Pulp friction
Adapted from a novel by Dennis Lehane (Mystic River), this brooding crime drama is distinguished by its harsh honesty and a stinging sense of human character. It’s a detective story soaked in several kinds of realism—social, psychological, moral—and it brings an uncommonly intense moral ambiguity to the conventions of the private eye tale, and of film noir as well.
The basic narrative premise—the investigation of a missing-child case among low-life types in a working-class section of Boston—might seem loaded with lurid possibilities. But pulp sensationalism and tabloid hysteria get relegated to the far corners of character and social background here, and the mystery plot unfolds in increasingly convoluted fashion. The solution of mysteries here only leads to further, deeper dilemmas.
The chief suspense in Gone Baby Gone is less a matter of plot twists than of character puzzles. Patrick Kenzie (Casey Affleck), the scrawny private eye who backs his way into the case, proves tougher and smarter than he looks, but his methods and motives often seem shaky. Key police figures, including those played by Ed Harris and Morgan Freeman, have half-hidden agendas of their own, and the relatives of the missing child comprise a bizarre little menagerie of muddled motives and mismatched emotional postures.
In his directorial debut, Ben Affleck (who also co-authored the screenplay with Aaron Stockard) is skillful enough with actors and social atmosphere that the production maintains its emotional conviction and its moral complexity even as late-breaking plot twists nudge it dangerously close to preposterousness. Affleck and a fine cast (especially his younger brother Casey) successfully traverse the dicey territory between stark realism and morbid sensationalism—a crucial ingredient in this smartly de-romanticized, relentlessly unsentimental cop story.
Casey Affleck, who is also excellent currently as Robert Ford in The Assassination of Jesse James by the Coward Robert Ford, emerges as a master of edgy understatement here. And Amy Ryan is chillingly astute as the drug-addled party girl who is the missing child’s mother. Several first-time actors from the Boston area make sharp contributions to the film’s pungently visualized local color.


WHAT YOU HAVE TO DO: Would you please retype, exactly, the lines of the listing below between the line with "What do you see at coordinates (56, 330)" and the line with "Image resolution: width=902", inclusive?

────────────────────────────────────────

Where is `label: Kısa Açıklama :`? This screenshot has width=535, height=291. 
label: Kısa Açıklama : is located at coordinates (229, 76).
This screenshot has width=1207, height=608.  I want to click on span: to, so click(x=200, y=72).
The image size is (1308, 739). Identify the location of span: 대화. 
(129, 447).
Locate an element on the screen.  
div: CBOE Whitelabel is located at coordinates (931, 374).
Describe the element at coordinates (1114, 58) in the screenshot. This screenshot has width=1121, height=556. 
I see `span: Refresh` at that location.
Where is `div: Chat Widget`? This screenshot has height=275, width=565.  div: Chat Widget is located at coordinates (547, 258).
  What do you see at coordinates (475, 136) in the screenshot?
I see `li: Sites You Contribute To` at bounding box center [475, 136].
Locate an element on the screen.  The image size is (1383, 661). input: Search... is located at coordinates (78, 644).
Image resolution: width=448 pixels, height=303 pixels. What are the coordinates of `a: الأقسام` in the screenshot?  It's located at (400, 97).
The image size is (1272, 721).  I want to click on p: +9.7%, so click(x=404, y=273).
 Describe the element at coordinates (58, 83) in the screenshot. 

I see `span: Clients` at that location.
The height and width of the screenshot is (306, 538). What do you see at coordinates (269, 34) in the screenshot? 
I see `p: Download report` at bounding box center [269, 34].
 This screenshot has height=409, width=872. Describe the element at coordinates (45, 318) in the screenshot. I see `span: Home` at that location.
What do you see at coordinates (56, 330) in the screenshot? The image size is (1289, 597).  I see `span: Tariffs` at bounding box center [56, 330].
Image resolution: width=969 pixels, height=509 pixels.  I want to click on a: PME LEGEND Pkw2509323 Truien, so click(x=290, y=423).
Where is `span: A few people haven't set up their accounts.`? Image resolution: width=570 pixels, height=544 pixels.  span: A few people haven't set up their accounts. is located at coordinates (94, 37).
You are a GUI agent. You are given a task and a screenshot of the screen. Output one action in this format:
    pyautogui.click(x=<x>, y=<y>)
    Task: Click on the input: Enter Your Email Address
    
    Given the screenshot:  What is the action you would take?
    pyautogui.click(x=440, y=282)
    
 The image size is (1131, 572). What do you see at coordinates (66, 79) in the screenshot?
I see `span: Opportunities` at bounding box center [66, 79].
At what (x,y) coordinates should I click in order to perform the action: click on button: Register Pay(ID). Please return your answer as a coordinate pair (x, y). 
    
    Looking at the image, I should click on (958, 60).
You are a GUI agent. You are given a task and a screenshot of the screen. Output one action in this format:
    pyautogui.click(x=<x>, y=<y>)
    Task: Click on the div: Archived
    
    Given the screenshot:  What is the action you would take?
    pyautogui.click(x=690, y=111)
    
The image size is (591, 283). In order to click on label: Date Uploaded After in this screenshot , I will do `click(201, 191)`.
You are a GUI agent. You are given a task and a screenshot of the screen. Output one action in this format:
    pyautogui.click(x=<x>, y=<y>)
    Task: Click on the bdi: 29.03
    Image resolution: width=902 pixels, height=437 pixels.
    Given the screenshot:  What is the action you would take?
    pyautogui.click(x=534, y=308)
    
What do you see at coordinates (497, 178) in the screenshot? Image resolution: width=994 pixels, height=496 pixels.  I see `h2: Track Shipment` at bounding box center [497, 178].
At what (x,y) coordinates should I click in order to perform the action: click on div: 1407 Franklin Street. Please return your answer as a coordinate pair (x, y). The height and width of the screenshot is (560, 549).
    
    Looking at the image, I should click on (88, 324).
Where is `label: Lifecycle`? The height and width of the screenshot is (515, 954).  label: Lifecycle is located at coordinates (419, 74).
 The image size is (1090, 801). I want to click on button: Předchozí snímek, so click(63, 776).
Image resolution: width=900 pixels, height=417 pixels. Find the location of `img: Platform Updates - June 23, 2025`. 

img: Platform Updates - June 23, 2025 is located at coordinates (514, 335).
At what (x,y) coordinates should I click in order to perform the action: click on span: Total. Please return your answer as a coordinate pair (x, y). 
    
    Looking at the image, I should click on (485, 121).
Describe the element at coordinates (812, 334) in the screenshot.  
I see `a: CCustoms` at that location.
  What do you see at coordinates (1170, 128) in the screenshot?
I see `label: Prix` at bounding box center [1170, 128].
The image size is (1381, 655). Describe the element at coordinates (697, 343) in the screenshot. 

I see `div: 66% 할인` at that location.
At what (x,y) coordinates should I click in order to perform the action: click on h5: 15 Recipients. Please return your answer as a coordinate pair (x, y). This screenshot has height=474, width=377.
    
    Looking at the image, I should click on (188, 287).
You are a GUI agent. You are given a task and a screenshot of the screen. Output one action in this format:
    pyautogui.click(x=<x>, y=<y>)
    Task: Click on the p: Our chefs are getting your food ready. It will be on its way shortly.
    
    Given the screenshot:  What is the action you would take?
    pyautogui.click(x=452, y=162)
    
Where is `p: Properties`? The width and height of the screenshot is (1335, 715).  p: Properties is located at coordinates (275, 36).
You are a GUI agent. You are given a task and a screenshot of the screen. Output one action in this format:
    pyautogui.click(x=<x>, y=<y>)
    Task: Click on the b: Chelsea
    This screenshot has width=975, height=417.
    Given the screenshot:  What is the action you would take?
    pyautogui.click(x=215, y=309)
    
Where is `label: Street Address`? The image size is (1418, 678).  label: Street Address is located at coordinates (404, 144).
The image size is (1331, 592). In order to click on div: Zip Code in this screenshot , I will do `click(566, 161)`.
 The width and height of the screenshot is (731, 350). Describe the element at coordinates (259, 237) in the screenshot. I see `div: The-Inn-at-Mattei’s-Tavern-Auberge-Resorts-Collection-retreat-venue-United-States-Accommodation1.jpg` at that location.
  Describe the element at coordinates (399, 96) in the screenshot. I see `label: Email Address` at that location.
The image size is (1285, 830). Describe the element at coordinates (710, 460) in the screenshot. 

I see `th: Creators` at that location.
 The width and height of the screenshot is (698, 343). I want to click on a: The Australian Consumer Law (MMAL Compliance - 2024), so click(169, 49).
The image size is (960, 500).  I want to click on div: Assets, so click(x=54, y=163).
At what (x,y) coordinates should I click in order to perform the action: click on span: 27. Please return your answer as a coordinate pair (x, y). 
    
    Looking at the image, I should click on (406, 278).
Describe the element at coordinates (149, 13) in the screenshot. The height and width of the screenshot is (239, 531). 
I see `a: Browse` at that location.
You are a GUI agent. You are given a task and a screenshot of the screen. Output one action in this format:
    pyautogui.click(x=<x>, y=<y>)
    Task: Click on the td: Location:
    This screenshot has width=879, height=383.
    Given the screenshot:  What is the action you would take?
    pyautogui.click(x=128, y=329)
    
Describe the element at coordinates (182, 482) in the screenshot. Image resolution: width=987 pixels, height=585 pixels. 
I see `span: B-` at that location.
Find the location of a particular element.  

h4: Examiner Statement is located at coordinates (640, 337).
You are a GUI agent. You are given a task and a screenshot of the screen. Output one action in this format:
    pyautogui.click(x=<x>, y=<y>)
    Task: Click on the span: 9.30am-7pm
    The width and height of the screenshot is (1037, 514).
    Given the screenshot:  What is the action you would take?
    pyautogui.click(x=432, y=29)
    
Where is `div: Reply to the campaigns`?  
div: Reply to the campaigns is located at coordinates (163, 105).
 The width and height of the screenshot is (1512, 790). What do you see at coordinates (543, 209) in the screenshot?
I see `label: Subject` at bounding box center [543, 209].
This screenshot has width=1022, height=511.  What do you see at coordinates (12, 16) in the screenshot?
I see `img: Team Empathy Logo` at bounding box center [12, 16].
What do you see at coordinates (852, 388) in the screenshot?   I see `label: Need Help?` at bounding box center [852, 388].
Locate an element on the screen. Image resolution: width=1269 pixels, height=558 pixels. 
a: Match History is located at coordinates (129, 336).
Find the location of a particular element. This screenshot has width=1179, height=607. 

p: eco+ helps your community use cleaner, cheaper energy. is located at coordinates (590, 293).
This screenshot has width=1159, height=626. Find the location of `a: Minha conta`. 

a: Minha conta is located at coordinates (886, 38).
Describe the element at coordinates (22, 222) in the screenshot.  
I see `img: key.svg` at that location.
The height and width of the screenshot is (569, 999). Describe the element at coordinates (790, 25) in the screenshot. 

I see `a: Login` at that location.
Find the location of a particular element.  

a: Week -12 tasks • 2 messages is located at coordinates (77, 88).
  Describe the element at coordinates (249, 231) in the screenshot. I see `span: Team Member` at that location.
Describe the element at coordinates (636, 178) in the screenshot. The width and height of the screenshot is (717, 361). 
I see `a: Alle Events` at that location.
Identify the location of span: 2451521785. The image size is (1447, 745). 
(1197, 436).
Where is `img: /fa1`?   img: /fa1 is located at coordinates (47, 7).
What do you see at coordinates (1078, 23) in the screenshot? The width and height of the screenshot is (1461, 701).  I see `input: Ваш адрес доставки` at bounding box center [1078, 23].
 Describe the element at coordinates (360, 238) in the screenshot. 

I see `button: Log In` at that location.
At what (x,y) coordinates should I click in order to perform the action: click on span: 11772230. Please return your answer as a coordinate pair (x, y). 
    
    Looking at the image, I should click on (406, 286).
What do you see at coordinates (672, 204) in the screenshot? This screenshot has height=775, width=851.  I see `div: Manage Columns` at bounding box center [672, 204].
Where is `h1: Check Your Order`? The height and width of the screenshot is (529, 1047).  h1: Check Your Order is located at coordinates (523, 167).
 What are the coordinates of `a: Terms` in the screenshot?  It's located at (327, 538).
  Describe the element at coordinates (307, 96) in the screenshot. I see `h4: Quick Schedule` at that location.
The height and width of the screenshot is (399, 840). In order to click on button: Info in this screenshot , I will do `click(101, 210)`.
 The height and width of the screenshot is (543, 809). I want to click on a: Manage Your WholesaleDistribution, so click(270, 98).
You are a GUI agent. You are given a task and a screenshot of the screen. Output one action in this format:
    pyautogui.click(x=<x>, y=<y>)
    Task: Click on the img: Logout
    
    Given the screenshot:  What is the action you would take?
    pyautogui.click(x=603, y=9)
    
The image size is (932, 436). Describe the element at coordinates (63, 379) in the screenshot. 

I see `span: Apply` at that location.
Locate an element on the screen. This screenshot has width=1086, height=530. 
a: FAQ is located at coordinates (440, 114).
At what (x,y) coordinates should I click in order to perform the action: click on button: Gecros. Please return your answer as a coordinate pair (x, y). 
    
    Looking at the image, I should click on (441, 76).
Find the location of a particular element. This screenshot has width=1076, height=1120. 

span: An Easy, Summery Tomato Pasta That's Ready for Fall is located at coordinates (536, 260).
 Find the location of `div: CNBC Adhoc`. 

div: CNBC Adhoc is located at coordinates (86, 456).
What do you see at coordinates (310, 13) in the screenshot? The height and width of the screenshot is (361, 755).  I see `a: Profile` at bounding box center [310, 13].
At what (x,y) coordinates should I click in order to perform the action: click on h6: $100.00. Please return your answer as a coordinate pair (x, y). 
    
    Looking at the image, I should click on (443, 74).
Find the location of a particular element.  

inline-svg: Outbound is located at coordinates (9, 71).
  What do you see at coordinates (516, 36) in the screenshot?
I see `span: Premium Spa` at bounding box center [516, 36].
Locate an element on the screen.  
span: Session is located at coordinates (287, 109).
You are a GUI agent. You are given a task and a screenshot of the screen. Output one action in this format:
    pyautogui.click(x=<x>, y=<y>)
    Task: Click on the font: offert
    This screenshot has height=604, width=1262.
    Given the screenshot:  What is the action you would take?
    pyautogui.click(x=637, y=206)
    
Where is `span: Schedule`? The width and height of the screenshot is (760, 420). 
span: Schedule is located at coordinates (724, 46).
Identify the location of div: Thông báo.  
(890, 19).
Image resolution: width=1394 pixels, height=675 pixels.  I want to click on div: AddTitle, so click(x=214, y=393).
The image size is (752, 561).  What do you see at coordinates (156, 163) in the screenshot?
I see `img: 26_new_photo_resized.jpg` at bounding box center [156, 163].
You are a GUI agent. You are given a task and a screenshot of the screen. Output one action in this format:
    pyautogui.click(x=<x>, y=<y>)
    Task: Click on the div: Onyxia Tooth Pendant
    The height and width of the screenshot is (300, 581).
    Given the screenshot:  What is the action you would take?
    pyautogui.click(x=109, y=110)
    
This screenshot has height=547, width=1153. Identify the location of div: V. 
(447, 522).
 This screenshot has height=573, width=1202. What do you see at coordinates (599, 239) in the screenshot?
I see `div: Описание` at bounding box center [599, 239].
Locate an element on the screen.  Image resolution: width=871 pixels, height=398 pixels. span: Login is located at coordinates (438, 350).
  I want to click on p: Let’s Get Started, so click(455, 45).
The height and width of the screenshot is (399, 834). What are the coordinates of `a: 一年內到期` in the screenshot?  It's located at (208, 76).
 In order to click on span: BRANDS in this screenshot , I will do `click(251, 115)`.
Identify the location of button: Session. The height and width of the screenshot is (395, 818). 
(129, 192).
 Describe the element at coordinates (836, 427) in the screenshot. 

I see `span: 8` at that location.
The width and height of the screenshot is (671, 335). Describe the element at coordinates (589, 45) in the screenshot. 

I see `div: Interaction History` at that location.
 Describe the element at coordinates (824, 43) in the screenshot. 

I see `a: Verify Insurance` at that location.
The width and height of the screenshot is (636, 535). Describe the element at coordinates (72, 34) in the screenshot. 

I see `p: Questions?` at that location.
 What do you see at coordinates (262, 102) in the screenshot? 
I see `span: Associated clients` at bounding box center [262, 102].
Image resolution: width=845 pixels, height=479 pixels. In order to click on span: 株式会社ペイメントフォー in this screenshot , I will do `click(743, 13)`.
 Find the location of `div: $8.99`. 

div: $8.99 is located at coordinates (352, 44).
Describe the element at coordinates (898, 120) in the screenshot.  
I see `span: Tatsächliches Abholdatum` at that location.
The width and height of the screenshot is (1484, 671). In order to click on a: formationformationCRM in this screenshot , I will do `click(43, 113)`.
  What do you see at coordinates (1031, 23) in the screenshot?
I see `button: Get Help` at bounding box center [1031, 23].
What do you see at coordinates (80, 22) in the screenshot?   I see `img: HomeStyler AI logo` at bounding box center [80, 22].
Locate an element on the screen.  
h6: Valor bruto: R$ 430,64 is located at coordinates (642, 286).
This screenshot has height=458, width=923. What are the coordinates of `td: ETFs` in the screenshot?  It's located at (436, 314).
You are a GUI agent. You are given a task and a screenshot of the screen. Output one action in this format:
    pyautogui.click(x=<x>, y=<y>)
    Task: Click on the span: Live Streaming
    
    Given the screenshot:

────────────────────────────────────────

PROBLEM SOLUTION:
What do you see at coordinates (56, 330) in the screenshot? The image size is (1289, 597).  I see `span: Tariffs` at bounding box center [56, 330].
Image resolution: width=969 pixels, height=509 pixels.  I want to click on a: PME LEGEND Pkw2509323 Truien, so click(x=290, y=423).
Where is `span: A few people haven't set up their accounts.`? Image resolution: width=570 pixels, height=544 pixels.  span: A few people haven't set up their accounts. is located at coordinates (94, 37).
You are a GUI agent. You are given a task and a screenshot of the screen. Output one action in this format:
    pyautogui.click(x=<x>, y=<y>)
    Task: Click on the input: Enter Your Email Address
    
    Given the screenshot:  What is the action you would take?
    pyautogui.click(x=440, y=282)
    
 The image size is (1131, 572). What do you see at coordinates (66, 79) in the screenshot?
I see `span: Opportunities` at bounding box center [66, 79].
At what (x,y) coordinates should I click in order to perform the action: click on button: Register Pay(ID). Please return your answer as a coordinate pair (x, y). 
    
    Looking at the image, I should click on (958, 60).
You are a GUI agent. You are given a task and a screenshot of the screen. Output one action in this format:
    pyautogui.click(x=<x>, y=<y>)
    Task: Click on the div: Archived
    
    Given the screenshot:  What is the action you would take?
    pyautogui.click(x=690, y=111)
    
The image size is (591, 283). In order to click on label: Date Uploaded After in this screenshot , I will do `click(201, 191)`.
You are a GUI agent. You are given a task and a screenshot of the screen. Output one action in this format:
    pyautogui.click(x=<x>, y=<y>)
    Task: Click on the bdi: 29.03
    Image resolution: width=902 pixels, height=437 pixels.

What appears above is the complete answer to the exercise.